Glaciers move slowly but relentlessly down valleys gouging out huge volumes of rock as they go. It takes about 400 years for snow collecting at the top of Fox glacier to reach the Fox river at the bottom.
As the glacier rips rocks away from the sides of the valley it can leave a polished surface with gouge marks. 400 years in this grinding machine can turn rocks into flour. Look at the colour of the water coming out the end of the glacier in the last video. Rocks carried by the glacier get dumped at the front and the sides when the ice melts.
Valleys formed by glacier erosion have a characteristic U shape.
North of New Zealand the Pacific tectonic plate is being subducted beneath the Australian plate. There is a lot of volcanic and earthquake activity along the collision zone.
Deep trenches form at the leading edges of subduction zones. If you watch as the pointer moves around the screen on the video and look at the elevaton numbers at the bottom ( they are negative so indicate the depth below sea level) the sea depth reaches 22,000 feet just east of tonga.
Tonga lies on a tiny microplate trapped as a rise between a spreading zone to the west and the subduction zone to the east. Recent volcanic activity appeared 10 kilometers from the southwest coast of Tongatapu, the main Tongan island. There are 36 other underwater volcanos in the vicinity.
School will be cancelled next week because a gigantic tsunami has washed Green Bay High School away.
The geology around the island of Tonga is complex. It sits on its own little tectonic plate which is being pushed and shoved in different directions. Little wonder then that it is subject to violent earthquakes and potentially catastrophic volcanic activity.
The tiny Tongan tectonic raft is being subducted under the Pacific plate which lies to the north and east. It will eventually dive deep enough to melt and be absorbed by the mantle.
The Australian plate borders to the west and south with an active rift or spreading centre between. Tonga is in for a bumpy ride over the next 10 million years.
The cloud which appears to travel accross the water at great speed is a pyroclastic flow. What goes up must come down. During violent eruptions superheated gas, ash and rock hitting the ocean can create a steam cushion that forces the cloud to move outwards at devastating speeds.
This happened on a huge scale at place called Pompeii in the Bay of Naples. Pompeii sits under a very large and active volcano, Mount Vesuvius. It erupted in AD 79 and a gigantic ash cloud swept down its slopes. Pompeii was completely buried and people died, trapped in their houses. Rubber neckers out on the Bay watching the fireworks also perished as pyroclastic flows overwhelmed them large distances from the shore. The tourists on the boat in the video had a hint of the experience.
As part of their coursework a class of year 11 students had to imagine that they were in a newsroom reporting on increased earthquake activity around Auckland. This seismic activity had finally culminated in the disastrous formation of a new volcanic cone within the Auckland City limits. While students were working on their project the Auckland City Council civil defense planning team were doing an exercise testing their ability to cope with the real thing.
The videos show learning in progress and by themselves are not an outcome .
In the first video a scientist is being interviewed about the causes of the disaster.
and seismic activity shook the newsroom around in the second
The final video in the series rocks!
The winner of the video award will be announced shortly.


Reproduce every line of the material below, but drop the pictures.

-- -- --

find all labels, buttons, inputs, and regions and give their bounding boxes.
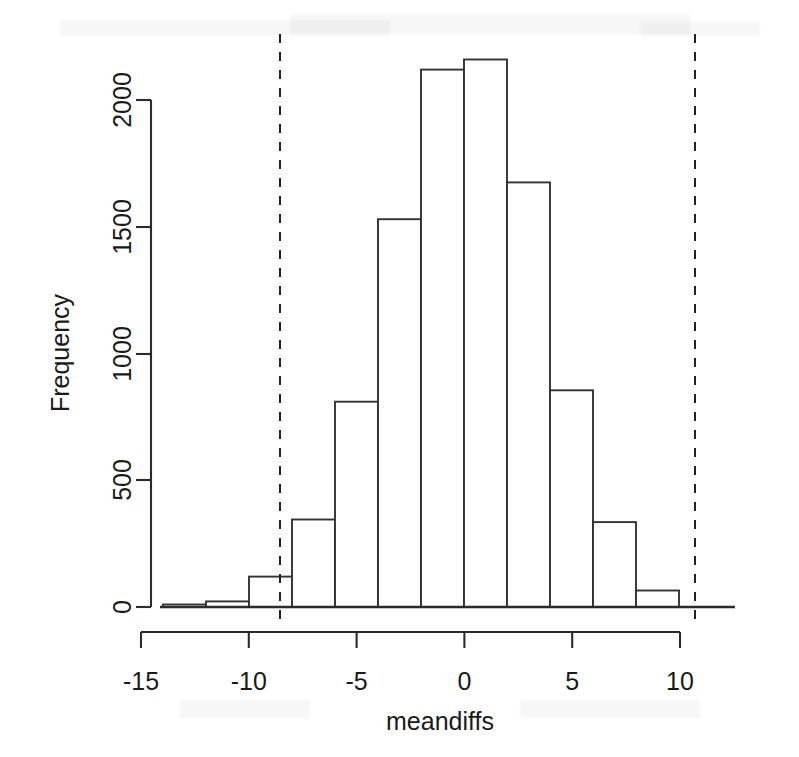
x-ticklabel--10: -10: [231, 667, 267, 695]
y-ticklabel-0: 0: [108, 600, 136, 614]
y-ticklabel-2000: 2000: [108, 72, 136, 128]
x-axis-title: meandiffs: [386, 707, 494, 735]
table-row: [464, 60, 507, 608]
x-ticklabel-10: 10: [666, 667, 694, 695]
histogram-bars: [163, 60, 679, 608]
x-axis: -15 -10 -5 0 5 10 meandiffs: [123, 632, 694, 735]
x-ticklabel-5: 5: [565, 667, 579, 695]
table-row: [378, 219, 421, 607]
table-row: [507, 182, 550, 607]
histogram-figure: 2000 1500 1000 500 0 Frequency: [0, 0, 799, 757]
y-axis: 2000 1500 1000 500 0 Frequency: [46, 72, 151, 614]
histogram-plot: 2000 1500 1000 500 0 Frequency: [0, 0, 799, 757]
y-ticklabel-1000: 1000: [108, 326, 136, 382]
y-axis-title: Frequency: [46, 293, 74, 412]
y-ticklabel-500: 500: [108, 459, 136, 501]
y-ticklabel-1500: 1500: [108, 199, 136, 255]
table-row: [292, 520, 335, 608]
table-row: [335, 402, 378, 607]
x-ticklabel--15: -15: [123, 667, 159, 695]
table-row: [249, 577, 292, 607]
table-row: [550, 390, 593, 607]
table-row: [421, 70, 464, 607]
x-ticklabel--5: -5: [345, 667, 367, 695]
table-row: [593, 522, 636, 607]
table-row: [636, 591, 679, 608]
x-ticklabel-0: 0: [457, 667, 471, 695]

-- -- --

Answer section –
find all labels, buttons, inputs, and regions and give their bounding boxes.
x-ticklabel--10: -10: [231, 667, 267, 695]
y-ticklabel-0: 0: [108, 600, 136, 614]
y-ticklabel-2000: 2000: [108, 72, 136, 128]
x-axis-title: meandiffs: [386, 707, 494, 735]
table-row: [464, 60, 507, 608]
x-ticklabel-10: 10: [666, 667, 694, 695]
histogram-bars: [163, 60, 679, 608]
x-axis: -15 -10 -5 0 5 10 meandiffs: [123, 632, 694, 735]
x-ticklabel-5: 5: [565, 667, 579, 695]
table-row: [378, 219, 421, 607]
table-row: [507, 182, 550, 607]
histogram-figure: 2000 1500 1000 500 0 Frequency: [0, 0, 799, 757]
y-axis: 2000 1500 1000 500 0 Frequency: [46, 72, 151, 614]
histogram-plot: 2000 1500 1000 500 0 Frequency: [0, 0, 799, 757]
y-ticklabel-1000: 1000: [108, 326, 136, 382]
y-axis-title: Frequency: [46, 293, 74, 412]
y-ticklabel-500: 500: [108, 459, 136, 501]
y-ticklabel-1500: 1500: [108, 199, 136, 255]
table-row: [292, 520, 335, 608]
table-row: [335, 402, 378, 607]
x-ticklabel--15: -15: [123, 667, 159, 695]
table-row: [249, 577, 292, 607]
table-row: [550, 390, 593, 607]
table-row: [421, 70, 464, 607]
x-ticklabel--5: -5: [345, 667, 367, 695]
table-row: [593, 522, 636, 607]
table-row: [636, 591, 679, 608]
x-ticklabel-0: 0: [457, 667, 471, 695]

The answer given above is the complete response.